Lilian Barker
Dame Lilian Charlotte Barker, DBE, JP was a British schoolteacher, prison governor and assistant prison commissioner. She was the first British woman to be appointed assistant prison commissioner and her work provided the basis for the modern day humanitarian prison system for female correctional facilities in Great Britain.
Early life
Born in Islington, Barker and grew up in Kentish Town and was educated in the local primary school system. She was one of six children and her father, James Barker, who was a Kentish Town tobacconist and an alcoholic. She cared for her invalid mother, Caroline Barker, and siblings for seven years until her mother died. She was a devout Christian and taught Sunday School alongside her caring responsibilities.Career
After leaving school, Barker attended teacher training at Whitelands College in Chelsea in the 1890s. She became a schoolteacher who specialised in "troubled" children, teaching classes of up to sixty children from the deprived areas of London.Barker became the Principal of the London County Council’s Women’s Institute correction facility in 1913, offering classes in skills such as dress-making and cookery and subjects such as art, literature and politics. She organised additional classes for female patients being treated at the London Lock Hospital for Venereal Disease.
After serving at the correction facility for two years, Barker resigned from her post after being recruited to join Britain's war effort during World War I. Her first role was as Commandant of the Women's Legion cooking section, where she organised the training of army cooks. She was then appointed Chief Welfare Superintendent of the Royal Arsenal, Woolwich, overseeing 30,000 women munitions workers. Her workers were surrounded by dangerous chemicals and TNT, but Barker organised canteens, first aid provision, recreational activities and rest rooms for the women. She was appointed CBE in 1917.
Following the war, Barker joined the Ministry of Labour's training department involved in retraining schemes for women. In 1923, she was appointed governor of the Borstal Institution for Girls at the Women's Prison, Aylesbury, which held 100 female offenders between the ages of sixteen and twenty-one. Under her administration, Barker made sweeping reforms that focused on education and rehabilitation. She worked as Governor until 1935.
In 1935, Barker became the first British female assistant prison commissioner. Barker became responsible for all women's prisons in England and Wales and worked to reform women's prisons throughout England, Wales and Scotland, based on her work at Aylesbury. She retired in 1943.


> **Problem statement**:
What's needed is a word-for-word retyping of the entries below, pictures omitted.

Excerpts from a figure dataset
____

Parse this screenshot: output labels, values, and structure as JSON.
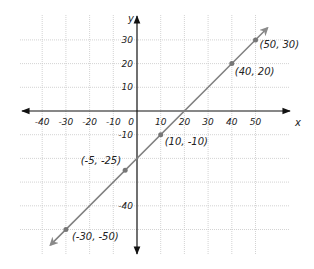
{
  "chart_data": {
    "type": "line",
    "title": "",
    "xlabel": "x",
    "ylabel": "y",
    "xlim": [
      -50,
      60
    ],
    "ylim": [
      -60,
      40
    ],
    "grid": true,
    "x_ticks": [
      -40,
      -30,
      -20,
      -10,
      0,
      10,
      20,
      30,
      40,
      50
    ],
    "x_tick_labels": [
      "-40",
      "-30",
      "-20",
      "-10",
      "0",
      "10",
      "20",
      "30",
      "40",
      "50"
    ],
    "y_ticks": [
      30,
      20,
      10,
      -10,
      -40
    ],
    "y_tick_labels": [
      "30",
      "20",
      "10",
      "-10",
      "-40"
    ],
    "series": [
      {
        "name": "line y = x - 20",
        "color": "#808080",
        "points": [
          {
            "x": -30,
            "y": -50,
            "label": "(-30, -50)"
          },
          {
            "x": -5,
            "y": -25,
            "label": "(-5, -25)"
          },
          {
            "x": 10,
            "y": -10,
            "label": "(10, -10)"
          },
          {
            "x": 40,
            "y": 20,
            "label": "(40, 20)"
          },
          {
            "x": 50,
            "y": 30,
            "label": "(50, 30)"
          }
        ]
      }
    ]
  }
}
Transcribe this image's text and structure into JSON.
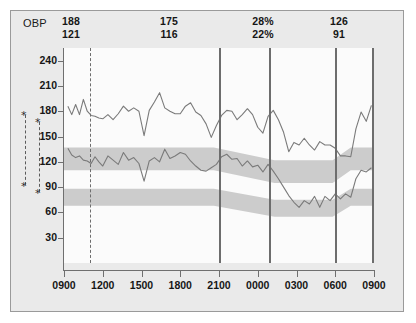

____

> **Completed exercise**:
Parse this screenshot: output labels, values, and structure as JSON.
{
  "chart_data": {
    "type": "line",
    "title": "",
    "xlabel": "x",
    "ylabel": "y",
    "xlim": [
      -50,
      60
    ],
    "ylim": [
      -60,
      40
    ],
    "grid": true,
    "x_ticks": [
      -40,
      -30,
      -20,
      -10,
      0,
      10,
      20,
      30,
      40,
      50
    ],
    "x_tick_labels": [
      "-40",
      "-30",
      "-20",
      "-10",
      "0",
      "10",
      "20",
      "30",
      "40",
      "50"
    ],
    "y_ticks": [
      30,
      20,
      10,
      -10,
      -40
    ],
    "y_tick_labels": [
      "30",
      "20",
      "10",
      "-10",
      "-40"
    ],
    "series": [
      {
        "name": "line y = x - 20",
        "color": "#808080",
        "points": [
          {
            "x": -30,
            "y": -50,
            "label": "(-30, -50)"
          },
          {
            "x": -5,
            "y": -25,
            "label": "(-5, -25)"
          },
          {
            "x": 10,
            "y": -10,
            "label": "(10, -10)"
          },
          {
            "x": 40,
            "y": 20,
            "label": "(40, 20)"
          },
          {
            "x": 50,
            "y": 30,
            "label": "(50, 30)"
          }
        ]
      }
    ]
  }
}
Transcribe this image's text and structure into JSON.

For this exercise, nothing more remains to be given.